We end up in a world where the passing whims of the business, of marketing, of the user – these all become actionable. Some people might argue that’s a good thing. But as anyone who’s tried to explain ‘agile’ to less‑than‑savvy business users or project sponsors will tell you, the nightmare is people thinking that just because you can adapt to shifting realities as you go, you can change project fundamentals whenever they fancy it.
In short, don’t diss the Gantt chart. Having a coherent plan for when things have to be done, what those milestones allow you to do next, and where you’re heading makes life a lot simpler. Time travel is real, but we can only move into the future – and only at a predictable one day at a time. While Doc and Marty are jumping back and forward to clean up their own messes, project professionals in the real world know that the past is a firm foundation under the present’s plan for a future that needs reliable shaping. Over to you.
Future paradoxes for project professionals
So what does Back to the Future teach us about the future of project management?
- Not doing something is a decision... This has become a popular aphorism in the ‘move fast and break things’ culture, usually to chide managers for being slow to act. But sometimes not doing something is a great decision. Project managers sometimes take flak from techies or marketing people for doing things procedurally. But a stable and sustainable future relies on considered choices and discipline under pressure. The projects we choose not to do are important too.
- … but you can make your own future. Back to the Future also reminds us that small decisions now – in how a project is specced, resourced, designed and targeted – can have a vast impact in the future. They say time travellers shouldn’t even step on a butterfly in case it changes their own future through a cascade of effects. The decisions you take even in simple things like the choice of project methodology or apps will shape your project’s destiny. Choose wisely.

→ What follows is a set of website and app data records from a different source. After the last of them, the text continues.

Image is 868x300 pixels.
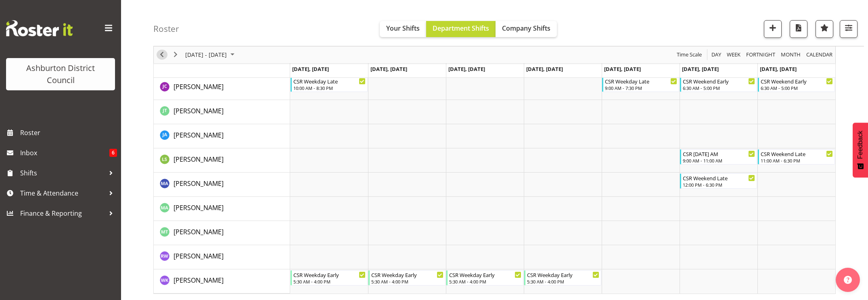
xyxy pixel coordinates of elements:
td: Wendy Keepa resource [154,269,290,293]
div: previous period [155,46,169,63]
div: Wendy Keepa"s event - CSR Weekday Early Begin From Tuesday, October 7, 2025 at 5:30:00 AM GMT+13:... [369,270,445,285]
button: Timeline Month [780,50,802,60]
td: Liam Stewart resource [154,148,290,172]
td: Julia Allen resource [154,124,290,148]
span: 6 [109,149,117,156]
span: [PERSON_NAME] [174,155,224,164]
a: [PERSON_NAME] [174,178,224,188]
td: Megan Allott resource [154,172,290,196]
a: [PERSON_NAME] [174,251,224,261]
div: CSR Weekend Early [683,77,755,85]
button: Add a new shift [764,20,782,38]
div: CSR Weekend Early [760,77,833,85]
span: [PERSON_NAME] [174,82,224,91]
span: Shifts [20,167,105,179]
div: Jill Cullimore"s event - CSR Weekday Late Begin From Friday, October 10, 2025 at 9:00:00 AM GMT+1... [602,77,679,92]
button: Filter Shifts [840,20,857,38]
div: CSR Weekend Late [760,150,833,158]
div: Ashburton District Council [14,62,107,86]
span: calendar [805,50,833,60]
button: Timeline Day [710,50,723,60]
span: [PERSON_NAME] [174,252,224,260]
span: [DATE], [DATE] [370,65,407,73]
div: 12:00 PM - 6:30 PM [683,181,755,188]
div: 5:30 AM - 4:00 PM [449,278,521,284]
span: [DATE], [DATE] [292,65,329,73]
span: Month [780,50,801,60]
span: [PERSON_NAME] [174,179,224,188]
div: CSR Weekday Early [527,270,599,279]
div: Jill Cullimore"s event - CSR Weekday Late Begin From Monday, October 6, 2025 at 10:00:00 AM GMT+1... [290,77,367,92]
span: [PERSON_NAME] [174,276,224,284]
a: [PERSON_NAME] [174,227,224,236]
span: Inbox [20,147,109,159]
span: [PERSON_NAME] [174,106,224,115]
div: 6:30 AM - 5:00 PM [683,84,755,91]
span: [PERSON_NAME] [174,227,224,236]
div: Megan Allott"s event - CSR Weekend Late Begin From Saturday, October 11, 2025 at 12:00:00 PM GMT+... [680,173,757,189]
span: [PERSON_NAME] [174,131,224,140]
div: 9:00 AM - 7:30 PM [605,84,677,91]
div: Liam Stewart"s event - CSR Weekend Late Begin From Sunday, October 12, 2025 at 11:00:00 AM GMT+13... [758,149,835,164]
span: Roster [20,127,117,138]
button: Company Shifts [495,21,557,37]
span: [DATE], [DATE] [526,65,563,73]
div: next period [169,46,183,63]
div: 10:00 AM - 8:30 PM [293,84,366,91]
span: Company Shifts [502,24,550,33]
button: Department Shifts [426,21,495,37]
div: CSR [DATE] AM [683,150,755,158]
button: Time Scale [675,50,703,60]
div: CSR Weekday Early [449,270,521,279]
span: Week [726,50,741,60]
div: Liam Stewart"s event - CSR Saturday AM Begin From Saturday, October 11, 2025 at 9:00:00 AM GMT+13... [680,149,757,164]
span: Time & Attendance [20,187,105,199]
span: [PERSON_NAME] [174,203,224,212]
button: Fortnight [745,50,777,60]
a: [PERSON_NAME] [174,130,224,140]
img: help-xxl-2.png [844,276,852,284]
span: Day [711,50,722,60]
span: Finance & Reporting [20,207,105,219]
button: Next [170,50,181,60]
div: 5:30 AM - 4:00 PM [527,278,599,284]
div: 5:30 AM - 4:00 PM [293,278,366,284]
span: Fortnight [745,50,776,60]
div: Wendy Keepa"s event - CSR Weekday Early Begin From Wednesday, October 8, 2025 at 5:30:00 AM GMT+1... [446,270,523,285]
div: Wendy Keepa"s event - CSR Weekday Early Begin From Thursday, October 9, 2025 at 5:30:00 AM GMT+13... [524,270,601,285]
button: Your Shifts [380,21,426,37]
span: Feedback [857,131,864,159]
div: Wendy Keepa"s event - CSR Weekday Early Begin From Monday, October 6, 2025 at 5:30:00 AM GMT+13:0... [290,270,367,285]
a: [PERSON_NAME] [174,154,224,164]
div: Jill Cullimore"s event - CSR Weekend Early Begin From Saturday, October 11, 2025 at 6:30:00 AM GM... [680,77,757,92]
div: CSR Weekend Late [683,174,755,182]
td: Meghan Anderson resource [154,196,290,221]
button: Timeline Week [725,50,742,60]
td: Richard Wood resource [154,245,290,269]
span: [DATE] - [DATE] [184,50,228,60]
h4: Roster [153,24,179,33]
button: Highlight an important date within the roster. [816,20,833,38]
button: Previous [157,50,167,60]
span: Time Scale [676,50,702,60]
div: CSR Weekday Early [293,270,366,279]
button: Feedback - Show survey [853,123,868,177]
div: 11:00 AM - 6:30 PM [760,157,833,164]
span: Your Shifts [386,24,420,33]
a: [PERSON_NAME] [174,106,224,115]
td: John Tarry resource [154,100,290,124]
span: [DATE], [DATE] [682,65,719,73]
a: [PERSON_NAME] [174,275,224,285]
div: 5:30 AM - 4:00 PM [371,278,444,284]
div: CSR Weekday Early [371,270,444,279]
div: October 06 - 12, 2025 [183,46,240,63]
span: [DATE], [DATE] [448,65,485,73]
div: CSR Weekday Late [293,77,366,85]
button: Download a PDF of the roster according to the set date range. [790,20,807,38]
div: Jill Cullimore"s event - CSR Weekend Early Begin From Sunday, October 12, 2025 at 6:30:00 AM GMT+... [758,77,835,92]
a: [PERSON_NAME] [174,203,224,212]
div: 6:30 AM - 5:00 PM [760,84,833,91]
span: [DATE], [DATE] [760,65,796,73]
div: CSR Weekday Late [605,77,677,85]
img: Rosterit website logo [6,20,73,36]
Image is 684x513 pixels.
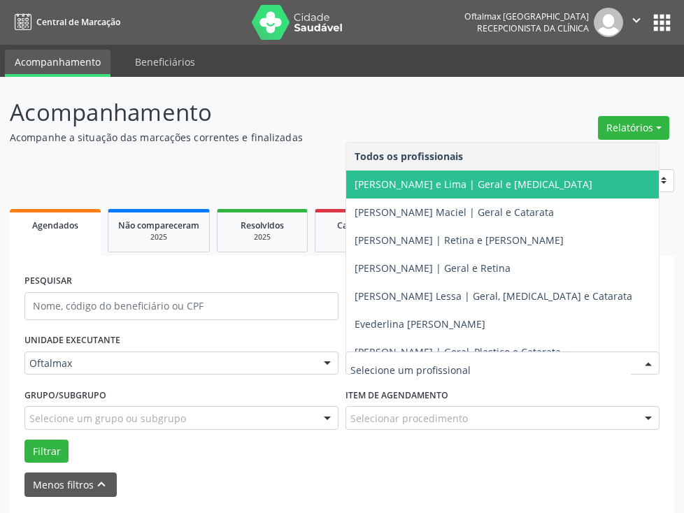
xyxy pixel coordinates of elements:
[24,440,69,463] button: Filtrar
[598,116,669,140] button: Relatórios
[24,384,106,406] label: Grupo/Subgrupo
[10,95,475,130] p: Acompanhamento
[354,206,554,219] span: [PERSON_NAME] Maciel | Geral e Catarata
[10,130,475,145] p: Acompanhe a situação das marcações correntes e finalizadas
[24,271,72,292] label: PESQUISAR
[24,330,120,352] label: UNIDADE EXECUTANTE
[36,16,120,28] span: Central de Marcação
[628,13,644,28] i: 
[350,411,468,426] span: Selecionar procedimento
[10,10,120,34] a: Central de Marcação
[337,220,384,231] span: Cancelados
[649,10,674,35] button: apps
[29,357,310,371] span: Oftalmax
[24,473,117,497] button: Menos filtroskeyboard_arrow_up
[118,220,199,231] span: Não compareceram
[354,178,592,191] span: [PERSON_NAME] e Lima | Geral e [MEDICAL_DATA]
[94,477,109,492] i: keyboard_arrow_up
[5,50,110,77] a: Acompanhamento
[623,8,649,37] button: 
[350,357,631,384] input: Selecione um profissional
[345,384,448,406] label: Item de agendamento
[325,232,395,243] div: 2025
[29,411,186,426] span: Selecione um grupo ou subgrupo
[354,345,561,359] span: [PERSON_NAME] | Geral, Plastico e Catarata
[354,317,485,331] span: Evederlina [PERSON_NAME]
[354,261,510,275] span: [PERSON_NAME] | Geral e Retina
[354,289,632,303] span: [PERSON_NAME] Lessa | Geral, [MEDICAL_DATA] e Catarata
[477,22,589,34] span: Recepcionista da clínica
[125,50,205,74] a: Beneficiários
[354,233,563,247] span: [PERSON_NAME] | Retina e [PERSON_NAME]
[240,220,284,231] span: Resolvidos
[227,232,297,243] div: 2025
[32,220,78,231] span: Agendados
[464,10,589,22] div: Oftalmax [GEOGRAPHIC_DATA]
[594,8,623,37] img: img
[24,292,338,320] input: Nome, código do beneficiário ou CPF
[354,150,463,163] span: Todos os profissionais
[118,232,199,243] div: 2025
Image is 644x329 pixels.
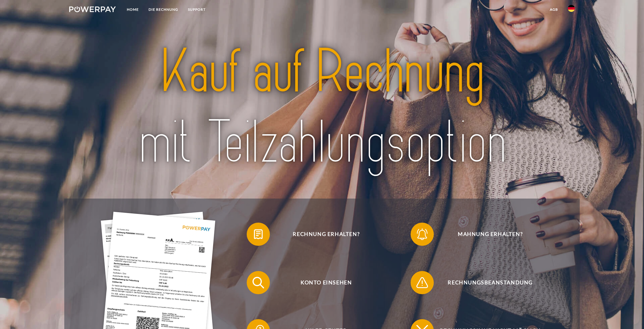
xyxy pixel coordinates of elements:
[415,275,429,290] img: qb_warning.svg
[255,271,397,294] span: Konto einsehen
[251,275,265,290] img: qb_search.svg
[419,223,561,246] span: Mahnung erhalten?
[415,227,429,241] img: qb_bell.svg
[411,271,561,294] button: Rechnungsbeanstandung
[95,33,549,181] img: title-powerpay_de.svg
[419,271,561,294] span: Rechnungsbeanstandung
[122,4,144,15] a: Home
[251,227,265,241] img: qb_bill.svg
[255,223,397,246] span: Rechnung erhalten?
[69,7,116,12] img: logo-powerpay-white.svg
[246,271,397,294] button: Konto einsehen
[621,306,639,324] iframe: Schaltfläche zum Öffnen des Messaging-Fensters
[568,5,575,12] img: de
[545,4,563,15] a: agb
[183,4,211,15] a: SUPPORT
[246,223,397,246] button: Rechnung erhalten?
[411,223,561,246] button: Mahnung erhalten?
[144,4,183,15] a: DIE RECHNUNG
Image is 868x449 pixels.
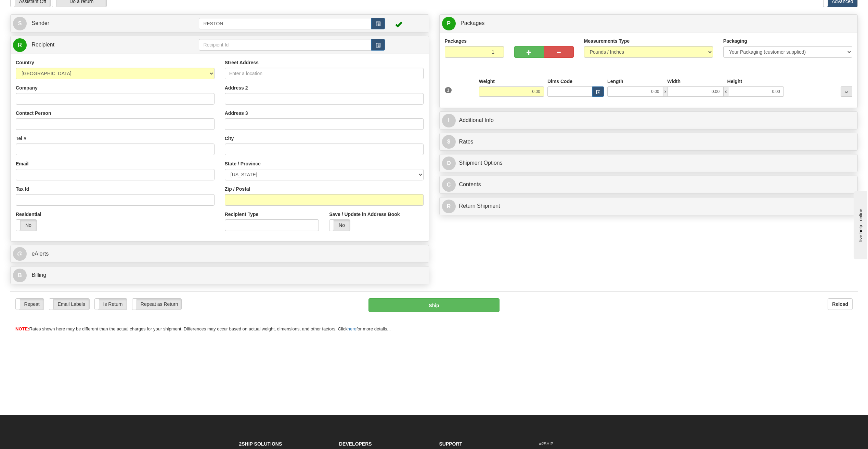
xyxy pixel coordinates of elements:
[442,114,456,128] span: I
[16,135,26,142] label: Tel #
[16,186,29,193] label: Tax Id
[439,441,462,446] strong: Support
[445,38,467,44] label: Packages
[13,247,426,261] a: @ eAlerts
[225,186,250,193] label: Zip / Postal
[225,160,261,167] label: State / Province
[13,38,27,52] span: R
[10,326,857,333] div: Rates shown here may be different than the actual charges for your shipment. Differences may occu...
[225,68,424,79] input: Enter a location
[442,178,855,192] a: CContents
[442,156,855,170] a: OShipment Options
[225,109,248,116] label: Address 3
[723,86,728,97] span: x
[31,42,54,48] span: Recipient
[479,78,494,85] label: Weight
[663,86,668,97] span: x
[31,20,49,26] span: Sender
[667,78,680,85] label: Width
[199,39,371,51] input: Recipient Id
[727,78,742,85] label: Height
[539,442,629,446] h6: #2SHIP
[199,18,371,29] input: Sender Id
[225,59,258,66] label: Street Address
[840,86,852,97] div: ...
[461,20,484,26] span: Packages
[548,78,572,85] label: Dims Code
[225,135,233,142] label: City
[442,199,855,213] a: RReturn Shipment
[133,299,181,310] label: Repeat as Return
[369,298,499,312] button: Ship
[225,211,258,218] label: Recipient Type
[832,301,848,307] b: Reload
[442,156,456,170] span: O
[13,16,199,31] a: S Sender
[225,84,248,91] label: Address 2
[16,299,44,310] label: Repeat
[329,211,399,218] label: Save / Update in Address Book
[16,160,28,167] label: Email
[16,59,34,66] label: Country
[827,298,852,310] button: Reload
[442,16,855,31] a: P Packages
[49,299,89,310] label: Email Labels
[607,78,623,85] label: Length
[16,326,29,331] span: NOTE:
[31,251,49,256] span: eAlerts
[442,113,855,128] a: IAdditional Info
[347,326,357,331] a: here
[5,6,63,11] div: live help - online
[442,135,855,149] a: $Rates
[339,441,372,446] strong: Developers
[329,219,350,231] label: No
[16,219,36,231] label: No
[723,38,747,44] label: Packaging
[239,441,282,446] strong: 2Ship Solutions
[16,109,51,116] label: Contact Person
[584,38,630,44] label: Measurements Type
[13,269,27,282] span: B
[16,211,41,218] label: Residential
[442,178,456,192] span: C
[31,272,46,278] span: Billing
[445,87,452,93] span: 1
[94,299,127,310] label: Is Return
[442,135,456,149] span: $
[852,189,867,260] iframe: chat widget
[442,17,456,31] span: P
[442,199,456,213] span: R
[16,84,38,91] label: Company
[13,17,27,31] span: S
[13,247,27,261] span: @
[13,38,178,52] a: R Recipient
[13,268,426,282] a: B Billing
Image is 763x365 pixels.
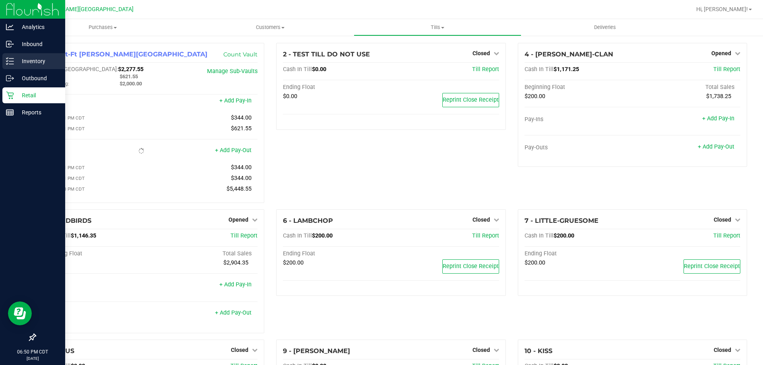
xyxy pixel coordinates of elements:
div: Ending Float [283,84,391,91]
a: Till Report [472,66,499,73]
a: Till Report [713,66,740,73]
p: Inbound [14,39,62,49]
div: Beginning Float [42,250,150,257]
span: 4 - [PERSON_NAME]-CLAN [525,50,613,58]
a: Customers [186,19,354,36]
span: Deliveries [583,24,627,31]
span: $344.00 [231,175,252,182]
a: Purchases [19,19,186,36]
div: Ending Float [525,250,633,257]
iframe: Resource center [8,302,32,325]
a: + Add Pay-Out [215,310,252,316]
span: Opened [711,50,731,56]
span: Reprint Close Receipt [684,263,740,270]
span: Closed [714,347,731,353]
a: + Add Pay-Out [215,147,252,154]
span: $200.00 [554,232,574,239]
p: Reports [14,108,62,117]
div: Ending Float [283,250,391,257]
span: 2 - TEST TILL DO NOT USE [283,50,370,58]
span: Closed [231,347,248,353]
span: 5 - YARDBIRDS [42,217,91,225]
span: $1,738.25 [706,93,731,100]
div: Pay-Ins [525,116,633,123]
span: Cash In Till [283,232,312,239]
span: $200.00 [525,93,545,100]
span: $200.00 [312,232,333,239]
span: Ft [PERSON_NAME][GEOGRAPHIC_DATA] [29,6,134,13]
span: $1,171.25 [554,66,579,73]
a: Tills [354,19,521,36]
span: $344.00 [231,114,252,121]
inline-svg: Outbound [6,74,14,82]
a: + Add Pay-Out [698,143,734,150]
div: Pay-Outs [525,144,633,151]
div: Pay-Outs [42,148,150,155]
span: Cash In Till [525,66,554,73]
span: $2,000.00 [120,81,142,87]
inline-svg: Inventory [6,57,14,65]
div: Total Sales [632,84,740,91]
span: $200.00 [283,259,304,266]
span: Closed [472,217,490,223]
inline-svg: Inbound [6,40,14,48]
span: Closed [472,50,490,56]
p: Retail [14,91,62,100]
a: Till Report [472,232,499,239]
p: Inventory [14,56,62,66]
button: Reprint Close Receipt [442,259,499,274]
span: $200.00 [525,259,545,266]
div: Beginning Float [525,84,633,91]
span: $0.00 [312,66,326,73]
a: Till Report [230,232,257,239]
button: Reprint Close Receipt [442,93,499,107]
p: Analytics [14,22,62,32]
a: Till Report [713,232,740,239]
span: Cash In Till [283,66,312,73]
span: $1,146.35 [71,232,96,239]
inline-svg: Retail [6,91,14,99]
span: Closed [472,347,490,353]
div: Pay-Outs [42,310,150,318]
span: Customers [187,24,353,31]
a: Deliveries [521,19,689,36]
span: $2,277.55 [118,66,143,73]
span: $621.55 [120,74,138,79]
p: 06:50 PM CDT [4,348,62,356]
button: Reprint Close Receipt [683,259,740,274]
a: Manage Sub-Vaults [207,68,257,75]
span: Opened [228,217,248,223]
span: Hi, [PERSON_NAME]! [696,6,748,12]
span: Purchases [19,24,186,31]
span: 6 - LAMBCHOP [283,217,333,225]
span: Reprint Close Receipt [443,97,499,103]
div: Pay-Ins [42,282,150,289]
p: [DATE] [4,356,62,362]
a: + Add Pay-In [219,97,252,104]
span: 7 - LITTLE-GRUESOME [525,217,598,225]
a: Count Vault [223,51,257,58]
a: + Add Pay-In [702,115,734,122]
span: Reprint Close Receipt [443,263,499,270]
div: Total Sales [150,250,258,257]
span: Tills [354,24,521,31]
inline-svg: Reports [6,108,14,116]
span: Cash In [GEOGRAPHIC_DATA]: [42,66,118,73]
div: Pay-Ins [42,98,150,105]
span: 1 - Vault-Ft [PERSON_NAME][GEOGRAPHIC_DATA] [42,50,207,58]
span: $5,448.55 [227,186,252,192]
span: $0.00 [283,93,297,100]
span: 9 - [PERSON_NAME] [283,347,350,355]
inline-svg: Analytics [6,23,14,31]
span: Closed [714,217,731,223]
span: $2,904.35 [223,259,248,266]
span: $621.55 [231,125,252,132]
span: Cash In Till [525,232,554,239]
p: Outbound [14,74,62,83]
span: $344.00 [231,164,252,171]
span: 10 - KISS [525,347,552,355]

- Just because you can, doesn’t mean you should. Doc should never have fooled around with time travel – but once he invented it, he couldn’t help himself. It’s the same in project management: if you say something is doable, someone will do it. In Back to the Future, the only person in the entire franchise who has a genuine vision for time travel is bully Biff Bannen in Back to the Future Part II, and his grand plan is defrauding bookmakers. Just because a project is feasible, doesn’t mean you should help it happen.